More than 100 Israeli schoolchildren were sent into quarantine on Thursday after cases of COVID-19 cropped up in educational facilities in multiple locations less than a week after Israeli schools returned to running at full capacity.

Schools and national day-care facilities were shut down for two months to prevent spread of the coronavirus, and were opened in careful stages as Israel saw a significant drop in the number of new cases, finally admitting students in grades four through 10 on Sunday.

On Thursday, 50 children in northern Tel Aviv entered quarantine after a kindergarten teacher tested positive for COVID-19, while 44 preschoolers and multiple employees at a preschool in Rishon Letzion were quarantined after an assistant at the facility tested positive for the virus.

In former viral hotspot Bnei Brak, students and staff in a special-education kindergarten were sent into quarantine after a teaching assistant was confirmed to have COVID-19.

Testing at a school in Rehovot led to 11 cases being diagnosed, with Health Ministry officials declaring that all students at the location would be checked.

Current health regulations require parents to sign off daily on a form that their children have not had a fever or exhibited other coronavirus symptoms in the past 24 hours. Parents are also forbidden to enter schools, preschools or kindergartens, and must drop off and pick up their children at the entrance.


» **What you need to do**: Copy every line of the records below that holds the word "italic".

» **Material provided**:
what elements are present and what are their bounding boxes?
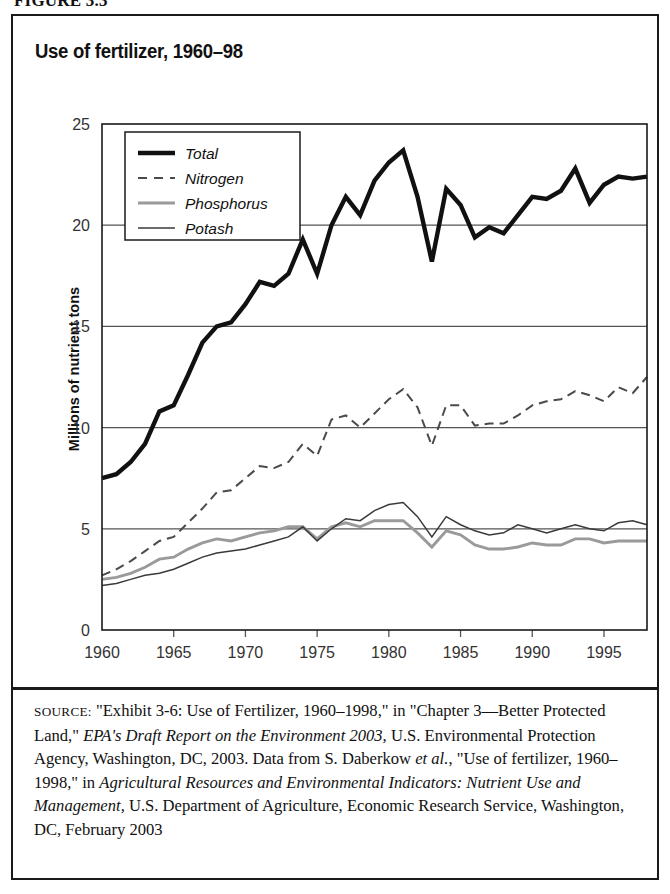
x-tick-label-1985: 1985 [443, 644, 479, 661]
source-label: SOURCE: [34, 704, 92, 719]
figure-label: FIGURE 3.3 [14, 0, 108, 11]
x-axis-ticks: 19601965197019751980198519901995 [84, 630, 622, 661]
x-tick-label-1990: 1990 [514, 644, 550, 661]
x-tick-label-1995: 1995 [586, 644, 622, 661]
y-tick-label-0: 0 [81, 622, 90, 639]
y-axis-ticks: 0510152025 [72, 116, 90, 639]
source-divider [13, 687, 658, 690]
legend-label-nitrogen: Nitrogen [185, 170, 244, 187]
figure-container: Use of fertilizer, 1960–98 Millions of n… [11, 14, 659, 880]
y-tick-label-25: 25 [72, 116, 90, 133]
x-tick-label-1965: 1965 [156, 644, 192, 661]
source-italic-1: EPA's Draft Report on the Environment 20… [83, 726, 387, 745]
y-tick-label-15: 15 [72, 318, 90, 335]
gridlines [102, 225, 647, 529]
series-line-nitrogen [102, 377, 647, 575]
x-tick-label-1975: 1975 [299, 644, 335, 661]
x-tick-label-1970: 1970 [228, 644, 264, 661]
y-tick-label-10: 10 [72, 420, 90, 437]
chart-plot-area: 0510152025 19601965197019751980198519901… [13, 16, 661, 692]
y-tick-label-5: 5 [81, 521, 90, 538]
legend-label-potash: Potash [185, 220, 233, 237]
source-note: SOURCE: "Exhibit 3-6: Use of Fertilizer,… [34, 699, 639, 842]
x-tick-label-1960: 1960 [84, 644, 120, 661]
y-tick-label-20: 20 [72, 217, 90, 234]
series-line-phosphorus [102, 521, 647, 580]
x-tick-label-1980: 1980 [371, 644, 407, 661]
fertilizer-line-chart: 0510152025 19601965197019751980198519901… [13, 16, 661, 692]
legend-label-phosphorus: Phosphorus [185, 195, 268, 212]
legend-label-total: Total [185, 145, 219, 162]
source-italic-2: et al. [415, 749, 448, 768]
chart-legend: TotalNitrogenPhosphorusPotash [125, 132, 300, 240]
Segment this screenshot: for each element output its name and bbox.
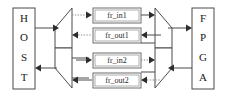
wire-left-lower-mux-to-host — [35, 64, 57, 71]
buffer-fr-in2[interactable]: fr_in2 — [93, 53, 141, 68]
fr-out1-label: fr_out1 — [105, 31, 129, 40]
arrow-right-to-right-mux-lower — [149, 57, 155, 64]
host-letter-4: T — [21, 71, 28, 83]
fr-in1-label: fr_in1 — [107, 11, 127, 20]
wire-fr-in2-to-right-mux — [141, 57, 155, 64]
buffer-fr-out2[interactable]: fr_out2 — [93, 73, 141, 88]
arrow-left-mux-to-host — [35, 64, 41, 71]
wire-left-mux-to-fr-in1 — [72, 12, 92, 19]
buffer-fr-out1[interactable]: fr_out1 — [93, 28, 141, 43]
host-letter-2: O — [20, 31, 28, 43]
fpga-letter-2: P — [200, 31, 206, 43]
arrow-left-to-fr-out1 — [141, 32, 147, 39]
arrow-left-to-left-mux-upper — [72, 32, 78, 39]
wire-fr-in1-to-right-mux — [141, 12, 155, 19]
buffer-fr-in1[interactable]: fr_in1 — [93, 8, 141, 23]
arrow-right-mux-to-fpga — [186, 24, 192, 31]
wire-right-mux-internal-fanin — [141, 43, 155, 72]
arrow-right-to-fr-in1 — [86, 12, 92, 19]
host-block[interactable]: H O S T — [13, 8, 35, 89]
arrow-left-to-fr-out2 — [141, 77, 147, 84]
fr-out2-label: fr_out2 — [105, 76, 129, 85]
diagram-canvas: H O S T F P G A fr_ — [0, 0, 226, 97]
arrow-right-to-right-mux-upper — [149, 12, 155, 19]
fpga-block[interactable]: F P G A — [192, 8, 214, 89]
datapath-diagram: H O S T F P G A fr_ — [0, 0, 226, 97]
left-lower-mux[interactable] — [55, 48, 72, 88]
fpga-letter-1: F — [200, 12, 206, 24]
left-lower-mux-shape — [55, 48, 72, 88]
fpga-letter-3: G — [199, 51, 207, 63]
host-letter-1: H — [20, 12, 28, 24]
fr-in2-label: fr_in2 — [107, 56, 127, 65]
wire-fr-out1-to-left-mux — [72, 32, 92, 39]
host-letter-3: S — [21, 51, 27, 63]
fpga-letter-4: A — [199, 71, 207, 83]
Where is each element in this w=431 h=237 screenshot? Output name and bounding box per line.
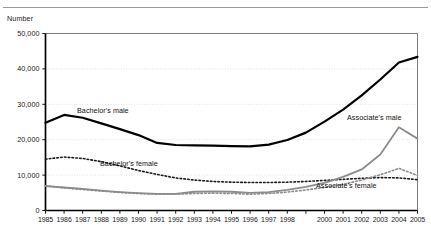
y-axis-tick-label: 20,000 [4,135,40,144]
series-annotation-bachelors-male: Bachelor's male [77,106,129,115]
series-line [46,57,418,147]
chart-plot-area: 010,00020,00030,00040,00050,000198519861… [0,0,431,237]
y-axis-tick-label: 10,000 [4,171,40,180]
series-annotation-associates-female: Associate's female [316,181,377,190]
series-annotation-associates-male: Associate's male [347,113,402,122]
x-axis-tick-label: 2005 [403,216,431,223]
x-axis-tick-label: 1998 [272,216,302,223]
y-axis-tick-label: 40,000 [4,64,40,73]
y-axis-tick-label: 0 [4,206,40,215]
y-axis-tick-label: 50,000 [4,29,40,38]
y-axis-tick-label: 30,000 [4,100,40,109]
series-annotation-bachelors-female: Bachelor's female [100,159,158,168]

--

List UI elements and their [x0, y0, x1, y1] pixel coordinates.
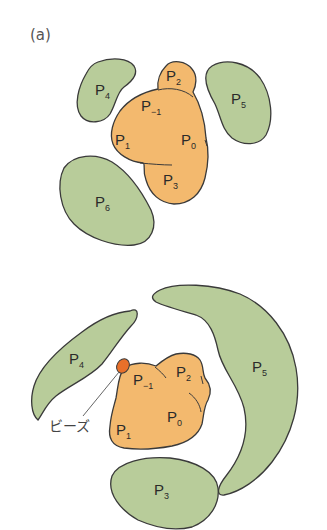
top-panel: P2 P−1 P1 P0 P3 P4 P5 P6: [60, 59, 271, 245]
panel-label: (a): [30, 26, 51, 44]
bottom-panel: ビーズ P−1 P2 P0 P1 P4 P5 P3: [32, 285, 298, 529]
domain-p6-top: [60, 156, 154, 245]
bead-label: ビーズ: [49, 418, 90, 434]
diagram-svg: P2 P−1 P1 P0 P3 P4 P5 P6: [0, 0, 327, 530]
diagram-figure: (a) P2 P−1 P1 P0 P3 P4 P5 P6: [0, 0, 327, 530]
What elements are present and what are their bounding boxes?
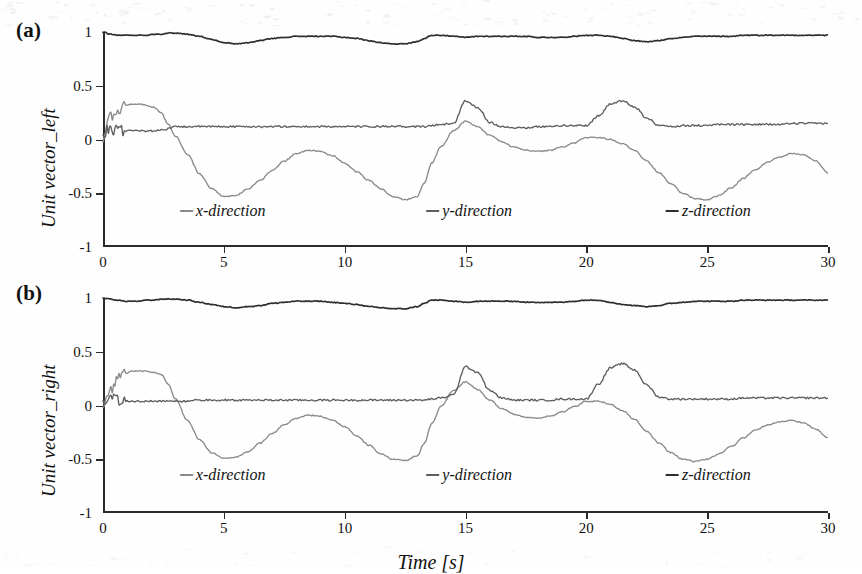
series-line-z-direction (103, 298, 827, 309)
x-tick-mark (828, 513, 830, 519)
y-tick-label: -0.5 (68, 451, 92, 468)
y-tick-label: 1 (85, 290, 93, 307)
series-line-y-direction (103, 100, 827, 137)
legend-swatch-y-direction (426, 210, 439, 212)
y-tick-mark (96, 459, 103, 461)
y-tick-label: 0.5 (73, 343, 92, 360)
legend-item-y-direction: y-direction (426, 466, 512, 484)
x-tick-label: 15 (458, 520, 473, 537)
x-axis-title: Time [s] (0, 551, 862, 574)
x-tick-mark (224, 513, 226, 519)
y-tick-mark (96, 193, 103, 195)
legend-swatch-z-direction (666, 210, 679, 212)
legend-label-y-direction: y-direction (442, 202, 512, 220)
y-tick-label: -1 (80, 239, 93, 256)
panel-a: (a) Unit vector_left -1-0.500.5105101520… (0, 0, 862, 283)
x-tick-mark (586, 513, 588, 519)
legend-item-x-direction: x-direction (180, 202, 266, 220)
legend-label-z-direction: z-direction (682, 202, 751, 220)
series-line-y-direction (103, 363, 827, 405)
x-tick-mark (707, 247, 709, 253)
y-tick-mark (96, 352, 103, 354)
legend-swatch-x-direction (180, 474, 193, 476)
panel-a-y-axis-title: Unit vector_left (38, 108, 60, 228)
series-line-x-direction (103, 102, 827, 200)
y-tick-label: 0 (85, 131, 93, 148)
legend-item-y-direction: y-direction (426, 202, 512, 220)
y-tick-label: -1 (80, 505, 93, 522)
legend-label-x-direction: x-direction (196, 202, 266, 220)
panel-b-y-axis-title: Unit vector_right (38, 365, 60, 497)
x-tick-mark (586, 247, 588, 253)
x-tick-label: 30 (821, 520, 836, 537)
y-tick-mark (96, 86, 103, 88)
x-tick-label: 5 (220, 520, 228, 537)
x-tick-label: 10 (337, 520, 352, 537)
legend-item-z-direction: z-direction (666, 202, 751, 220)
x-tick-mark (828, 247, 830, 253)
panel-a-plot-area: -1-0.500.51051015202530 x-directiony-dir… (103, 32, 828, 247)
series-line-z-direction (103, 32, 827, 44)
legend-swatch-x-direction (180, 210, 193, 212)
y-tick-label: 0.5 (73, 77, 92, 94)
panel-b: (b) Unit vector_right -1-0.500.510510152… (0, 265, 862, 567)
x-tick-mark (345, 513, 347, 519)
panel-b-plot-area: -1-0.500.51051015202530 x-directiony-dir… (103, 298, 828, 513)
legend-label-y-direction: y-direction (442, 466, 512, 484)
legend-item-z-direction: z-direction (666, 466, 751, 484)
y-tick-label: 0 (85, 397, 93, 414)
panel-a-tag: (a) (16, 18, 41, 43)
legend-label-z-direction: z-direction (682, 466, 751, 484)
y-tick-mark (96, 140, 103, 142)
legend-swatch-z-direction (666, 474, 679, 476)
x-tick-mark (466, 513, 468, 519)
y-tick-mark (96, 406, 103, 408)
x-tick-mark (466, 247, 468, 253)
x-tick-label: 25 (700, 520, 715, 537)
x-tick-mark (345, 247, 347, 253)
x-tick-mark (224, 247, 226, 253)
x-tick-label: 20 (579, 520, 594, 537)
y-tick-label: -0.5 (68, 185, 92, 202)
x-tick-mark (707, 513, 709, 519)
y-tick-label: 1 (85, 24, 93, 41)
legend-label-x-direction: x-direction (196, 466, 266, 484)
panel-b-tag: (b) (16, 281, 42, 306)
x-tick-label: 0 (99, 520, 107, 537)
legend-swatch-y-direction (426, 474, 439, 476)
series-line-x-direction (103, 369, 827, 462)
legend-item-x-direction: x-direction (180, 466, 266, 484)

» **Response to the task**:
source-italic-1: EPA's Draft Report on the Environment 20… [83, 726, 387, 745]
source-italic-2: et al. [415, 749, 448, 768]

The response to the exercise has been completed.